Will Japan face hyperinflation?
Here's another prediction on Japan, this time from Ambrose Evans-Pritchard:
Weak sovereigns will buckle. The shocker will be Japan, our Weimar-in-waiting. This is the year when Tokyo finds it can no longer borrow at 1pc from a captive bond market, and when it must foot the bill for all those fiscal packages that seemed such a good idea at the time. Every auction of JGBs will be a news event as the public debt punches above 225pc of GDP. Finance Minister Hirohisa Fujii will become as familiar as a rock star. Once the dam breaks, debt service costs will tear the budget to pieces. The Bank of Japan will pull the emergency lever on QE. The country will flip from deflation to incipient hyperinflation. The yen will fall out of bed, outdoing China's yuan in the beggar-thy-neighbour race to the bottom. By then China too will be in a quandary. Wild credit growth can mask the weakness of its mercantilist export model for a while, but only at the price of an asset bubble. Beijing must hit the brakes this year, or store up serious trouble. It will make as big a hash of this as Western central banks did in 2007-2008.
This is an interesting analysis to say the least. I think there's some truth here, but only an element of it. Japan's private debt is not nearly as serious as its public debt, is it? And Japan's external debt is relatively low compared to other developed countries, right?
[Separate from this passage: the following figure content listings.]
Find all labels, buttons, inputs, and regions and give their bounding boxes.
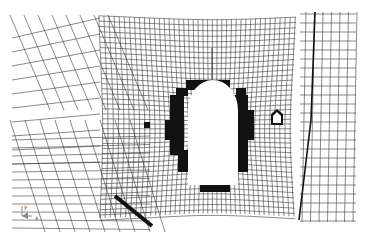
mesh-line <box>12 98 100 108</box>
mesh-line <box>101 194 294 200</box>
mesh-line <box>144 18 150 216</box>
fe-mesh-figure <box>0 0 368 243</box>
mesh-line <box>353 12 357 222</box>
mesh-line <box>12 179 150 181</box>
mesh-line <box>12 212 150 213</box>
mesh-line <box>12 130 100 136</box>
mesh-line <box>12 170 150 172</box>
mesh-line <box>40 120 75 232</box>
mesh-line <box>100 37 296 42</box>
mesh-line <box>55 120 90 232</box>
mesh-line <box>101 68 294 74</box>
mesh-line <box>101 58 295 63</box>
mesh-line <box>99 16 296 20</box>
mesh-line <box>70 120 105 232</box>
mesh-line <box>129 17 134 217</box>
openings <box>188 80 281 185</box>
mesh-line <box>99 32 295 37</box>
mesh-line <box>336 12 340 222</box>
mesh-line <box>285 17 290 216</box>
failed-cell <box>236 88 246 96</box>
axis-label-y: y <box>24 203 28 210</box>
mesh-line <box>99 16 103 218</box>
mesh-line <box>319 12 323 222</box>
mesh-line <box>139 18 144 217</box>
mesh-line <box>12 34 100 52</box>
mesh-line <box>101 74 293 80</box>
mesh-line <box>99 26 296 30</box>
mesh-line <box>134 17 139 216</box>
failed-cell <box>144 122 150 128</box>
failed-cell <box>165 120 175 140</box>
triad-origin <box>22 212 28 219</box>
mesh-line <box>328 12 332 222</box>
mesh-line <box>12 228 150 230</box>
mesh-line <box>290 17 295 217</box>
mesh-line <box>12 220 150 221</box>
axis-label-x: x <box>35 214 39 221</box>
mesh-line <box>100 42 295 47</box>
mesh-line <box>101 199 295 204</box>
failed-cell <box>246 110 254 140</box>
mesh-line <box>100 215 295 220</box>
mesh-line <box>345 12 349 222</box>
tunnel-opening <box>188 80 238 185</box>
mesh-line <box>99 21 296 25</box>
mesh-line <box>12 196 150 197</box>
mesh-line <box>101 189 294 195</box>
mesh-line <box>12 18 100 38</box>
mesh-line <box>12 66 100 80</box>
mesh-line <box>100 48 295 53</box>
mesh-line <box>12 82 100 94</box>
mesh-line <box>25 120 60 232</box>
mesh-line <box>100 53 294 58</box>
Also, so far, Japanese savers have been fairly placid and undemanding, I would guess. I suppose I need to look into this.
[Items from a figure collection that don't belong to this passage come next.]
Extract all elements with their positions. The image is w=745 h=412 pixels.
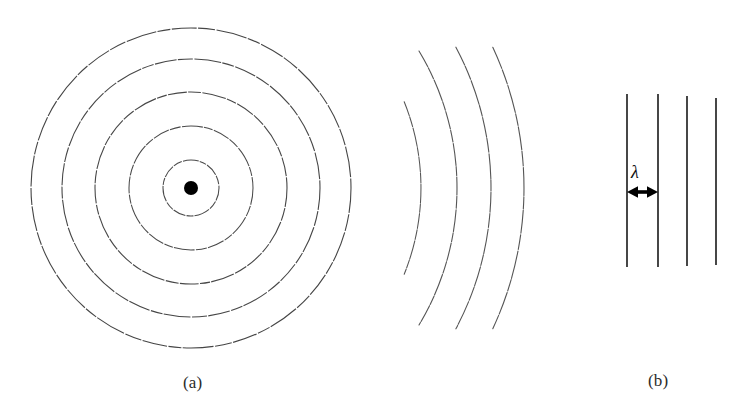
wavefront-figure: (a) (b) λ	[0, 0, 745, 412]
panel-a-caption: (a)	[183, 373, 202, 393]
figure-background	[0, 0, 745, 412]
figure-canvas	[0, 0, 745, 412]
wavelength-lambda-label: λ	[631, 163, 639, 181]
panel-b-caption: (b)	[648, 371, 668, 391]
point-source-dot	[184, 181, 198, 195]
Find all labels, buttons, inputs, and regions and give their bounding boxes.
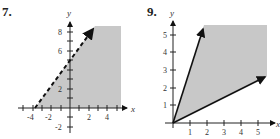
x-tick-label: 3 bbox=[222, 128, 226, 137]
x-tick-label: 4 bbox=[239, 128, 243, 137]
y-tick-label: 2 bbox=[163, 84, 167, 93]
shaded-region bbox=[173, 25, 267, 123]
graph-9: y x 1 2 3 4 5 5 4 3 2 1 bbox=[0, 0, 280, 139]
x-tick-label: 1 bbox=[188, 128, 192, 137]
y-tick-label: 5 bbox=[163, 31, 167, 40]
x-axis-label: x bbox=[275, 119, 280, 129]
y-tick-label: 4 bbox=[163, 48, 167, 57]
y-tick-label: 3 bbox=[163, 66, 167, 75]
x-tick-label: 2 bbox=[205, 128, 209, 137]
x-tick-label: 5 bbox=[256, 128, 260, 137]
y-axis-label: y bbox=[169, 8, 174, 18]
y-tick-label: 1 bbox=[163, 101, 167, 110]
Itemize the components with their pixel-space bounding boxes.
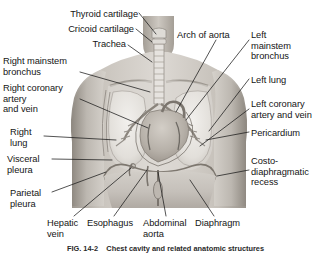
bronchial-tree bbox=[116, 122, 205, 146]
label-cricoid-cartilage: Cricoid cartilage bbox=[0, 24, 134, 35]
tracheal-rings bbox=[154, 44, 164, 98]
figure-caption: FIG. 14-2 Chest cavity and related anato… bbox=[0, 244, 331, 253]
leader-diaphragm bbox=[190, 180, 214, 216]
leader-costodiaphragmatic-recess bbox=[217, 170, 249, 176]
left-clavicle bbox=[166, 81, 208, 86]
label-left-mainstem-bronchus: Left mainstem bronchus bbox=[251, 30, 329, 62]
costodiaphragmatic-recess-shape bbox=[208, 176, 216, 186]
leader-hepatic-vein bbox=[74, 168, 131, 216]
anatomy-figure: Thyroid cartilage Cricoid cartilage Trac… bbox=[0, 0, 331, 257]
leader-trachea bbox=[128, 45, 152, 62]
esophagus-shape bbox=[147, 166, 148, 186]
left-coronary-vessel bbox=[176, 122, 180, 150]
label-abdominal-aorta: Abdominal aorta bbox=[143, 218, 197, 239]
caption-space bbox=[100, 244, 104, 253]
thoracic-cavity bbox=[106, 80, 214, 170]
right-costodiaphragmatic-recess bbox=[104, 176, 112, 186]
thyroid-cartilage-shape bbox=[152, 28, 166, 38]
leader-thyroid-cartilage bbox=[139, 13, 156, 34]
leader-arch-of-aorta bbox=[176, 40, 216, 112]
right-lung-shape bbox=[109, 91, 147, 166]
right-coronary-vessel bbox=[148, 124, 150, 150]
left-shoulder-shape bbox=[212, 70, 247, 206]
leader-left-mainstem-bronchus bbox=[186, 40, 249, 120]
right-clavicle bbox=[110, 81, 152, 86]
hepatic-vein-opening bbox=[131, 164, 136, 169]
label-left-coronary-artery-and-vein: Left coronary artery and vein bbox=[251, 99, 331, 120]
leader-esophagus bbox=[114, 170, 147, 216]
label-visceral-pleura: Visceral pleura bbox=[7, 154, 71, 175]
label-trachea: Trachea bbox=[0, 39, 126, 50]
aortic-bulge bbox=[154, 181, 163, 199]
label-thyroid-cartilage: Thyroid cartilage bbox=[0, 9, 138, 20]
arch-of-aorta-shape bbox=[162, 102, 184, 118]
label-esophagus: Esophagus bbox=[87, 218, 145, 229]
label-left-lung: Left lung bbox=[251, 75, 329, 86]
visceral-pleura-shape bbox=[106, 92, 110, 152]
figure-number: FIG. 14-2 bbox=[67, 244, 98, 253]
figure-title: Chest cavity and related anatomic struct… bbox=[106, 244, 264, 253]
label-costodiaphragmatic-recess: Costo- diaphragmatic recess bbox=[251, 156, 331, 188]
leader-left-coronary bbox=[200, 109, 249, 146]
label-hepatic-vein: Hepatic vein bbox=[47, 218, 91, 239]
leader-pericardium bbox=[206, 132, 249, 140]
pericardium-shape bbox=[136, 110, 193, 166]
diaphragm-shape bbox=[104, 164, 216, 176]
label-arch-of-aorta: Arch of aorta bbox=[177, 30, 257, 41]
abdomen-shape bbox=[104, 172, 216, 209]
leader-abdominal-aorta bbox=[158, 172, 166, 216]
label-right-mainstem-bronchus: Right mainstem bronchus bbox=[3, 56, 103, 77]
label-diaphragm: Diaphragm bbox=[195, 218, 253, 229]
neck-shape bbox=[143, 16, 174, 58]
hepatic-vein-shape bbox=[129, 164, 132, 176]
heart-shape bbox=[140, 110, 189, 162]
leader-left-lung bbox=[209, 79, 249, 131]
label-pericardium: Pericardium bbox=[251, 128, 329, 139]
left-mainstem-bronchus-shape bbox=[161, 104, 197, 140]
leader-cricoid-cartilage bbox=[136, 29, 152, 42]
label-parietal-pleura: Parietal pleura bbox=[10, 188, 74, 209]
label-right-coronary-artery-and-vein: Right coronary artery and vein bbox=[3, 83, 103, 115]
label-right-lung: Right lung bbox=[10, 127, 70, 148]
left-lung-shape bbox=[173, 91, 211, 166]
right-mainstem-bronchus-shape bbox=[124, 104, 158, 140]
trachea-shape bbox=[154, 36, 164, 104]
cricoid-cartilage-shape bbox=[152, 39, 166, 44]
What are recent trends in Japanese savings habits? Are they away from standard savings accounts and CDs (like at the post office) and into more competitive types of investments? If so, that might lend some credence to the above. It would take a mass movement away from standards savings to really rile the Japanese government bond market, wouldn't it? Is that a possibility in Japan? It's hard to imagine hyperinflation in Japan so long as government debt is mostly owed domestically. I can certainly see the potential for mild inflation. (Basically the government cheating it's own investors slowly over time by printing money, something that happens even during deflation, when the deflation is less than what it would have been.* )
Again, though with the population aging, the trend will have to go from savings towards consumption as an older population retires and begins to draw upon their pensions. So how will Japan deal with its growing debt then?
*Actually, if inflation is money creation, Japan has been facing more inflation over recent years than deflation. Even if prices are going down, they'd go down more without money creation. It used to be that inflation was associated with money creation not increases in prices.